Gatts spent his internship splitting his time between the Richard M. Ross Heart Hospital and The Wexner Medical Center at The Ohio State University in Columbus, Ohio. He worked six hours a week in two-hour increments. While there, Gatts spent his time as “a gopher” as he puts it, while also gaining experience by observing how the full time nurses did their jobs.

“I worked the front desk, so I just checked people in every now and then. If they had enough people doing that, then I would be able to go and follow around an active nurse. She was a professor at OSU.”

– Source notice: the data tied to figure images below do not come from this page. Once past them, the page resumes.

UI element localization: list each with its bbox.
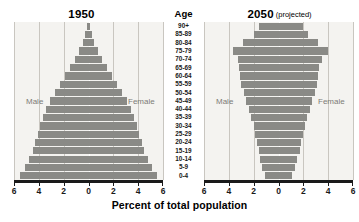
bar-female-1950-90+ (89, 23, 90, 30)
bar-male-2050-20-24 (257, 139, 278, 146)
tick-label-1950--4: 4 (36, 186, 41, 196)
bar-female-1950-30-34 (89, 122, 137, 129)
bar-male-1950-10-14 (29, 156, 89, 163)
bar-row (204, 172, 353, 180)
tick-label-1950-2: 2 (111, 186, 116, 196)
tick-label-1950-6: 6 (161, 186, 166, 196)
bar-female-2050-20-24 (279, 139, 301, 146)
tick-label-2050-6: 6 (351, 186, 356, 196)
bar-row (204, 22, 353, 30)
bar-row (14, 39, 163, 47)
bar-female-2050-40-44 (279, 106, 310, 113)
bar-row (204, 163, 353, 171)
bar-female-1950-85-89 (89, 31, 92, 38)
age-label-5-9: 5-9 (163, 163, 204, 171)
bar-female-1950-45-49 (89, 97, 127, 104)
bar-row (204, 55, 353, 63)
x-axis-title: Percent of total population (0, 199, 359, 211)
bar-male-2050-65-69 (239, 64, 279, 71)
bar-male-1950-15-19 (33, 147, 89, 154)
bar-female-1950-65-69 (89, 64, 108, 71)
bar-row (14, 30, 163, 38)
bar-male-2050-15-19 (259, 147, 279, 154)
age-label-0-4: 0-4 (163, 172, 204, 180)
bar-male-2050-40-44 (249, 106, 279, 113)
age-label-column: 90+85-8980-8475-7970-7465-6960-6455-5950… (163, 22, 204, 180)
bar-male-2050-70-74 (238, 56, 279, 63)
bar-row (204, 147, 353, 155)
age-label-35-39: 35-39 (163, 113, 204, 121)
bar-female-1950-60-64 (89, 72, 113, 79)
bar-female-2050-70-74 (279, 56, 322, 63)
bar-row (14, 155, 163, 163)
bar-female-1950-20-24 (89, 139, 142, 146)
bar-female-2050-85-89 (279, 31, 309, 38)
bar-row (14, 113, 163, 121)
bar-female-2050-80-84 (279, 39, 319, 46)
bar-row (204, 113, 353, 121)
bar-male-2050-80-84 (243, 39, 279, 46)
bar-male-1950-50-54 (55, 89, 89, 96)
female-label-1950: Female (128, 97, 155, 106)
bar-female-2050-5-9 (279, 164, 295, 171)
age-label-55-59: 55-59 (163, 80, 204, 88)
tick-label-2050-4: 4 (326, 186, 331, 196)
bar-row (14, 172, 163, 180)
bar-female-1950-10-14 (89, 156, 149, 163)
population-pyramid-figure: 1950 2050(projected) Age 90+85-8980-8475… (0, 0, 359, 222)
bar-male-1950-20-24 (35, 139, 88, 146)
bar-female-2050-35-39 (279, 114, 308, 121)
bar-row (204, 30, 353, 38)
bar-female-2050-50-54 (279, 89, 315, 96)
tick-label-2050--2: 2 (251, 186, 256, 196)
bar-male-1950-55-59 (60, 81, 89, 88)
age-label-75-79: 75-79 (163, 47, 204, 55)
panel-title-1950: 1950 (0, 8, 163, 20)
bar-female-2050-55-59 (279, 81, 317, 88)
bar-female-2050-60-64 (279, 72, 319, 79)
age-label-85-89: 85-89 (163, 30, 204, 38)
bar-row (14, 138, 163, 146)
bar-male-2050-60-64 (240, 72, 278, 79)
bar-male-2050-25-29 (255, 131, 279, 138)
bar-male-1950-40-44 (46, 106, 88, 113)
bar-female-1950-50-54 (89, 89, 123, 96)
bar-row (204, 47, 353, 55)
bar-row (204, 89, 353, 97)
bar-row (14, 22, 163, 30)
bar-row (204, 138, 353, 146)
tick-label-2050--4: 4 (226, 186, 231, 196)
age-label-20-24: 20-24 (163, 138, 204, 146)
bar-female-2050-10-14 (279, 156, 298, 163)
bar-male-2050-0-4 (265, 172, 279, 179)
bar-row (204, 39, 353, 47)
bar-female-2050-0-4 (279, 172, 293, 179)
age-label-80-84: 80-84 (163, 39, 204, 47)
bar-row (14, 80, 163, 88)
bar-row (14, 122, 163, 130)
age-label-15-19: 15-19 (163, 147, 204, 155)
bar-female-2050-45-49 (279, 97, 313, 104)
bar-female-1950-80-84 (89, 39, 95, 46)
bar-male-2050-90+ (259, 23, 279, 30)
bar-female-1950-70-74 (89, 56, 103, 63)
bar-male-1950-65-69 (70, 64, 89, 71)
tick-label-1950--2: 2 (61, 186, 66, 196)
bar-male-2050-85-89 (254, 31, 279, 38)
age-label-40-44: 40-44 (163, 105, 204, 113)
age-label-10-14: 10-14 (163, 155, 204, 163)
bar-row (14, 55, 163, 63)
male-label-2050: Male (216, 97, 233, 106)
bar-female-1950-40-44 (89, 106, 131, 113)
tick-label-2050--6: 6 (202, 186, 207, 196)
panel-title-1950-text: 1950 (68, 8, 94, 20)
female-label-2050: Female (318, 97, 345, 106)
bar-female-2050-65-69 (279, 64, 320, 71)
bar-male-1950-25-29 (38, 131, 89, 138)
bar-row (204, 64, 353, 72)
tick-label-1950--6: 6 (12, 186, 17, 196)
bar-female-1950-0-4 (89, 172, 157, 179)
male-label-1950: Male (26, 97, 43, 106)
age-column-header: Age (163, 8, 204, 19)
bar-female-2050-75-79 (279, 47, 329, 54)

“I’d follow them around and they’d be like, ‘Alright, this is how you’re going to check for blood pressure. We’re going to walk in this room and I’m going to do it, but just watch how I do it,’” he said. “Just stuff to get me more experience before I go into my clinicals.”

The Front Lines

In a study published in Intensive & Critical Care Nursing Journal, 29 of the 109 nurses surveyed or 26.6% of the nurses surveyed reported experiencing “moderate” levels of depression. 23 out of 109 or 21.1% of the nurses surveyed reported experiencing “Extreme/Severe” levels of anxiety. 18 out of 109, or 16.5% of nurses surveyed reported “mild” levels of stress. Gatts said he spent about two weeks on the COVID-19 floor. While he didn’t get to see his own patients, he got to witness first-hand what the front lines of the pandemic were like for the full time nurses working there.

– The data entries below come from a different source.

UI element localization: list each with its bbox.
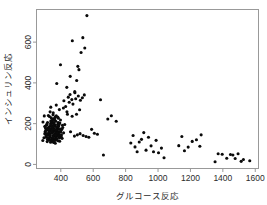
data-point xyxy=(58,108,61,111)
data-point xyxy=(234,157,237,160)
data-point xyxy=(138,140,141,143)
data-point xyxy=(67,96,70,99)
x-tick-label: 400 xyxy=(54,173,68,183)
data-point xyxy=(55,137,58,140)
x-tick-label: 1000 xyxy=(149,173,168,183)
data-point xyxy=(195,138,198,141)
data-point xyxy=(177,144,180,147)
data-point xyxy=(140,138,143,141)
data-point xyxy=(52,111,55,114)
data-point xyxy=(231,154,234,157)
plot-frame xyxy=(37,10,259,169)
data-point xyxy=(106,117,109,120)
data-point xyxy=(155,139,158,142)
data-point xyxy=(50,116,53,119)
data-point xyxy=(58,123,61,126)
y-tick-label: 400 xyxy=(24,76,34,90)
data-point xyxy=(64,105,67,108)
data-point xyxy=(77,68,80,71)
data-point xyxy=(76,65,79,68)
data-point xyxy=(71,115,74,118)
y-axis-title: インシュリン反応 xyxy=(3,53,13,125)
data-point xyxy=(54,133,57,136)
data-point xyxy=(217,152,220,155)
x-tick-label: 800 xyxy=(119,173,133,183)
data-point xyxy=(71,103,74,106)
data-point xyxy=(87,136,90,139)
data-point xyxy=(50,123,53,126)
data-point xyxy=(59,130,62,133)
data-point xyxy=(56,115,59,118)
data-point xyxy=(248,159,251,162)
data-point xyxy=(83,46,86,49)
y-tick-label: 600 xyxy=(24,35,34,49)
data-point xyxy=(90,128,93,131)
data-point xyxy=(221,153,224,156)
data-point xyxy=(71,39,74,42)
data-point xyxy=(99,98,102,101)
plot-frame-group xyxy=(37,10,259,169)
data-point xyxy=(160,147,163,150)
data-point xyxy=(81,36,84,39)
data-point xyxy=(53,139,56,142)
data-point xyxy=(70,98,73,101)
data-point xyxy=(50,130,53,133)
data-point xyxy=(157,151,160,154)
data-point xyxy=(225,157,228,160)
data-point xyxy=(102,154,105,157)
data-point xyxy=(79,132,82,135)
data-point xyxy=(43,114,46,117)
data-point xyxy=(55,82,58,85)
x-tick-label: 1200 xyxy=(181,173,200,183)
data-point xyxy=(41,139,44,142)
data-point xyxy=(136,150,139,153)
data-point xyxy=(237,152,240,155)
x-axis-title: グルコース反応 xyxy=(116,191,179,201)
data-point xyxy=(55,125,58,128)
y-tick-label: 0 xyxy=(24,162,34,167)
y-tick-label: 200 xyxy=(24,116,34,130)
data-point xyxy=(162,156,165,159)
data-point xyxy=(49,134,52,137)
data-point xyxy=(77,94,80,97)
data-point xyxy=(48,128,51,131)
data-point xyxy=(75,113,78,116)
data-point xyxy=(93,132,96,135)
plot-canvas: 4006008001000120014001600 0200400600 グルコ… xyxy=(0,0,267,205)
data-point xyxy=(79,99,82,102)
data-point xyxy=(46,140,49,143)
data-point xyxy=(68,93,71,96)
data-point xyxy=(49,141,52,144)
data-points-group xyxy=(41,14,251,163)
data-point xyxy=(54,128,57,131)
data-point xyxy=(214,160,217,163)
x-axis-ticks: 4006008001000120014001600 xyxy=(54,169,265,184)
data-point xyxy=(142,131,145,134)
x-tick-label: 1400 xyxy=(213,173,232,183)
data-point xyxy=(133,145,136,148)
data-point xyxy=(62,99,65,102)
data-point xyxy=(68,101,71,104)
x-tick-label: 1600 xyxy=(246,173,265,183)
data-point xyxy=(74,97,77,100)
data-point xyxy=(110,114,113,117)
data-point xyxy=(198,145,201,148)
data-point xyxy=(82,134,85,137)
data-point xyxy=(49,106,52,109)
data-point xyxy=(45,132,48,135)
data-point xyxy=(73,90,76,93)
data-point xyxy=(47,137,50,140)
data-point xyxy=(73,135,76,138)
data-point xyxy=(191,140,194,143)
data-point xyxy=(41,120,44,123)
data-point xyxy=(129,141,132,144)
data-point xyxy=(69,75,72,78)
data-point xyxy=(152,150,155,153)
data-point xyxy=(80,51,83,54)
data-point xyxy=(78,108,81,111)
x-tick-label: 600 xyxy=(86,173,100,183)
data-point xyxy=(66,113,69,116)
data-point xyxy=(44,125,47,128)
data-point xyxy=(75,79,78,82)
data-point xyxy=(51,136,54,139)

“I was passing out PPE at one point, so I was just sitting at a desk, I had all my protective gear on, and the nurses would just come flying over to me after going patient to patient. They were super stressed out so I was just trying to have everything set up so they could just grab the pile, go change, and then come back out,” he said.

“It was really putting a toll on the nurses for sure. They were stuck on a floor where there wasn’t much but misery and death. It was a very desolate area.”

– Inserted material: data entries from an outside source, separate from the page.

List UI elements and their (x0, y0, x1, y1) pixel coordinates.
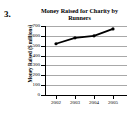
y-tick-label-300: 300 (24, 62, 40, 67)
x-tick-label-2005: 2005 (102, 100, 124, 105)
data-point-2005 (111, 27, 114, 30)
y-tick-label-100: 100 (24, 82, 40, 87)
series-polyline (56, 29, 113, 44)
data-series-line (45, 26, 127, 96)
y-tick-label-500: 500 (24, 43, 40, 48)
y-tick-label-600: 600 (24, 33, 40, 38)
chart-title: Money Raised for Charity by Runners (29, 8, 130, 21)
chart-figure: 3. Money Raised for Charity by Runners M… (0, 0, 132, 113)
data-point-2003 (73, 36, 76, 39)
y-tick-label-700: 700 (24, 23, 40, 28)
data-point-2004 (92, 34, 95, 37)
line-chart: Money Raised for Charity by Runners Mone… (24, 7, 130, 111)
y-tick-label-400: 400 (24, 53, 40, 58)
data-point-2002 (54, 42, 57, 45)
y-tick-label-0: 0 (24, 92, 40, 97)
chart-title-line-2: Runners (29, 15, 130, 22)
y-tick-label-200: 200 (24, 72, 40, 77)
problem-number-label: 3. (4, 10, 11, 19)
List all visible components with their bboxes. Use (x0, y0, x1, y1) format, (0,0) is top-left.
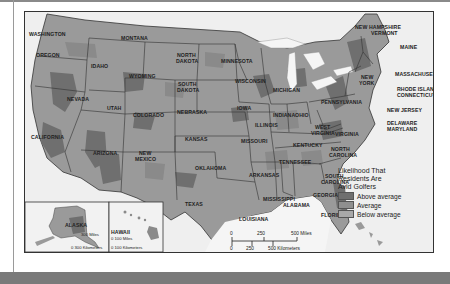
state-label-montana: MONTANA (121, 35, 148, 41)
scale-miles-0: 0 (230, 231, 233, 236)
state-label-north-dakota-2: DAKOTA (176, 58, 198, 64)
scale-km-250: 250 (246, 246, 254, 251)
state-label-oregon: OREGON (36, 52, 60, 58)
state-label-oklahoma: OKLAHOMA (195, 165, 226, 171)
state-label-missouri: MISSOURI (241, 138, 267, 144)
state-label-illinois: ILLINOIS (255, 122, 278, 128)
state-label-minnesota: MINNESOTA (221, 58, 253, 64)
state-label-hawaii: HAWAII (111, 229, 130, 235)
state-label-maine: MAINE (400, 44, 417, 50)
legend-swatch-above-average (338, 192, 354, 200)
state-label-michigan: MICHIGAN (273, 87, 300, 93)
map-legend: Likelihood That Residents Are Avid Golfe… (338, 167, 428, 218)
state-label-kentucky: KENTUCKY (293, 142, 323, 148)
state-label-new-mexico-2: MEXICO (135, 156, 156, 162)
left-margin-rule (13, 0, 14, 272)
scale-miles-250: 250 (257, 231, 265, 236)
legend-title-line-2: Residents Are (338, 175, 428, 183)
legend-title-line-1: Likelihood That (338, 167, 428, 175)
state-label-maryland: MARYLAND (387, 126, 417, 132)
state-label-georgia: GEORGIA (313, 192, 338, 198)
state-label-massachusetts: MASSACHUSETTS (395, 71, 434, 77)
state-label-north-carolina-2: CAROLINA (329, 152, 357, 158)
state-label-virginia: VIRGINIA (335, 131, 359, 137)
state-label-arkansas: ARKANSAS (249, 172, 279, 178)
scale-km-0: 0 (230, 246, 233, 251)
alaska-scale-km: 0 300 Kilometers (71, 245, 102, 250)
state-label-connecticut: CONNECTICUT (397, 92, 434, 98)
state-label-louisiana: LOUISIANA (239, 216, 268, 222)
state-label-utah: UTAH (107, 105, 121, 111)
state-label-tennessee: TENNESSEE (279, 159, 311, 165)
state-label-california: CALIFORNIA (31, 134, 64, 140)
bottom-divider-bar (0, 272, 450, 284)
legend-label-average: Average (357, 202, 381, 209)
legend-title-line-3: Avid Golfers (338, 183, 428, 191)
state-label-idaho: IDAHO (91, 63, 108, 69)
alaska-scale-miles: 300 Miles (81, 232, 99, 237)
hawaii-scale-km: 0 100 Kilometers (111, 245, 142, 250)
state-label-kansas: KANSAS (185, 136, 208, 142)
state-label-new-york-2: YORK (359, 80, 374, 86)
state-label-alabama: ALABAMA (283, 202, 310, 208)
state-label-indiana: INDIANA (273, 112, 295, 118)
state-label-iowa: IOWA (237, 105, 251, 111)
state-label-wyoming: WYOMING (129, 73, 156, 79)
state-label-colorado: COLORADO (133, 112, 164, 118)
state-label-south-dakota-2: DAKOTA (177, 87, 199, 93)
state-label-ohio: OHIO (295, 112, 309, 118)
legend-swatch-below-average (338, 210, 354, 218)
scale-miles-500: 500 Miles (291, 231, 312, 236)
scale-km-500: 500 Kilometers (268, 246, 300, 251)
legend-item-above-average: Above average (338, 192, 428, 200)
hawaii-scale-miles: 0 100 Miles (111, 236, 132, 241)
state-label-wisconsin: WISCONSIN (235, 78, 266, 84)
state-label-arizona: ARIZONA (93, 150, 117, 156)
legend-label-above-average: Above average (357, 193, 401, 200)
state-label-west-virginia-2: VIRGINIA (311, 130, 335, 136)
state-label-nevada: NEVADA (67, 96, 89, 102)
state-label-vermont: VERMONT (371, 30, 398, 36)
state-label-alaska: ALASKA (65, 222, 87, 228)
state-label-texas: TEXAS (185, 201, 203, 207)
legend-item-below-average: Below average (338, 210, 428, 218)
state-label-new-jersey: NEW JERSEY (387, 107, 422, 113)
state-label-nebraska: NEBRASKA (177, 109, 207, 115)
legend-label-below-average: Below average (357, 211, 401, 218)
top-divider (0, 0, 450, 2)
state-label-washington: WASHINGTON (29, 31, 66, 37)
legend-swatch-average (338, 201, 354, 209)
state-label-pennsylvania: PENNSYLVANIA (321, 99, 362, 105)
legend-item-average: Average (338, 201, 428, 209)
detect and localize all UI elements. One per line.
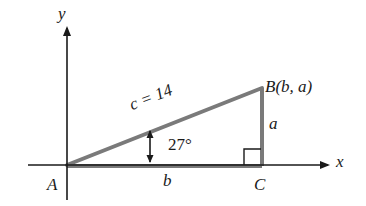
right-angle-marker (244, 149, 261, 165)
vertex-a-label: A (47, 176, 57, 193)
triangle-diagram: y x B(b, a) a c = 14 27° A b C (0, 0, 366, 206)
vertex-b-label: B(b, a) (265, 78, 312, 95)
angle-label: 27° (168, 136, 192, 153)
side-a-label: a (269, 115, 278, 132)
y-axis-label: y (58, 5, 66, 22)
side-b-label: b (163, 172, 172, 189)
axes (28, 28, 328, 200)
x-axis-label: x (336, 153, 344, 170)
vertex-c-label: C (254, 176, 265, 193)
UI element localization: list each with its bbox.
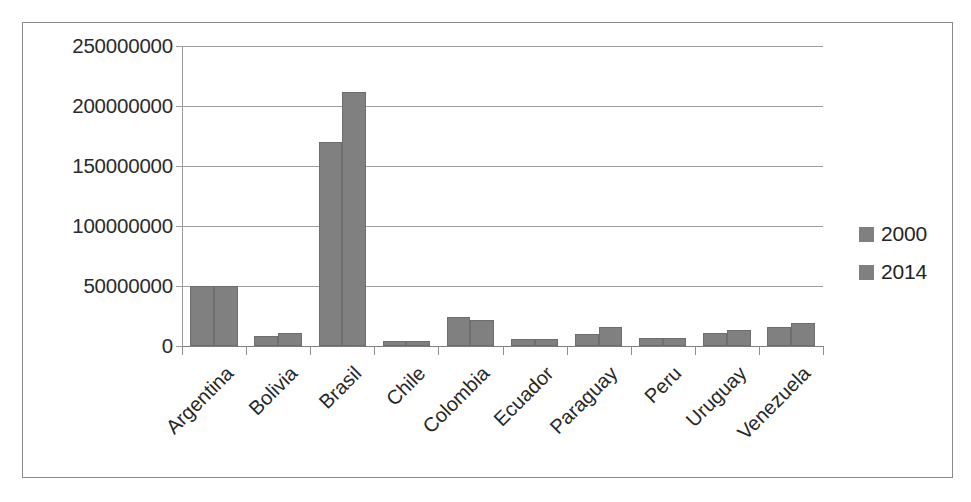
bar-group [310,46,374,346]
legend-label: 2014 [881,260,927,284]
x-tick-mark [567,346,568,355]
x-tick-mark [503,346,504,355]
x-axis-label: Bolivia [244,362,302,420]
x-tick-mark [182,346,183,355]
x-tick-mark [695,346,696,355]
legend-item[interactable]: 2014 [859,253,949,291]
chart-legend: 20002014 [859,215,949,291]
bars-layer [182,46,823,346]
chart-frame: 0500000001000000001500000002000000002500… [22,22,953,478]
x-tick-mark [374,346,375,355]
x-tick-mark [310,346,311,355]
bar-2000 [511,339,535,346]
bar-2014 [342,92,366,346]
bar-2000 [703,333,727,346]
legend-swatch-icon [859,227,874,242]
bar-2014 [791,323,815,346]
x-axis-label: Paraguay [546,362,623,439]
bar-2000 [767,327,791,346]
y-tick-label: 250000000 [72,34,173,58]
bar-2014 [599,327,623,346]
y-tick-label: 150000000 [72,154,173,178]
bar-2000 [447,317,471,346]
x-axis-label: Peru [641,362,687,408]
x-axis-label: Colombia [418,362,494,438]
bar-group [438,46,502,346]
bar-2000 [319,142,343,346]
bar-2000 [575,334,599,346]
bar-2014 [663,338,687,346]
bar-group [631,46,695,346]
bar-2000 [639,338,663,346]
y-tick-label: 200000000 [72,94,173,118]
legend-swatch-icon [859,265,874,280]
x-axis-label: Argentina [161,362,238,439]
x-tick-mark [438,346,439,355]
x-tick-mark [246,346,247,355]
y-tick-label: 50000000 [83,274,173,298]
bar-2014 [470,320,494,346]
bar-group [503,46,567,346]
bar-group [182,46,246,346]
plot-area: 0500000001000000001500000002000000002500… [182,46,823,346]
bar-2014 [214,286,238,346]
x-axis-label: Brasil [315,362,367,414]
bar-2000 [190,286,214,346]
x-tick-mark [823,346,824,355]
bar-group [759,46,823,346]
legend-label: 2000 [881,222,927,246]
bar-2014 [535,339,559,346]
x-tick-mark [631,346,632,355]
legend-item[interactable]: 2000 [859,215,949,253]
bar-2000 [254,336,278,346]
x-axis-label: Chile [382,362,430,410]
y-tick-label: 100000000 [72,214,173,238]
bar-2014 [727,330,751,346]
bar-group [695,46,759,346]
bar-group [567,46,631,346]
bar-2014 [278,333,302,346]
bar-group [374,46,438,346]
x-tick-mark [759,346,760,355]
bar-group [246,46,310,346]
y-tick-label: 0 [162,334,173,358]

Gatts said he remembers one instance in particular, where the stress of working in the hospital during the pandemic became too much for one nurse to handle.

“There was this one lady, she had just had a daughter recently, so she was just getting back in the swing of things. Then when it hit she was just moping around trying her best, but its a lot of moving room to room. She wasn’t prepared for that. It’s like an athlete in the off-season. They have to do the training to come back for conditioning,” he said. “Two weeks into it she was like ‘Okay, I can’t do this. I have a kid.’”

A Unique Perspective

Gatts is continuing his studies at Ohio University in hopes of becoming a registered nurse. As he looks back on his internship as “not just work experience, but a life experience,” as he puts it. One that gives him a perspective that he feels is hard for a lot of people his age to grasp.

“Not enough people are going out and doing their own research or getting first-hand experience,” he said. “[People say] ‘Oh, well it doesn’t affect people 18-24 as bad,’ but it’s like ‘Yeah, but if you were the people that spread it the most, do you want to affect your grandma when you go home for Thanksgiving? You’ve got to try and think about other people.”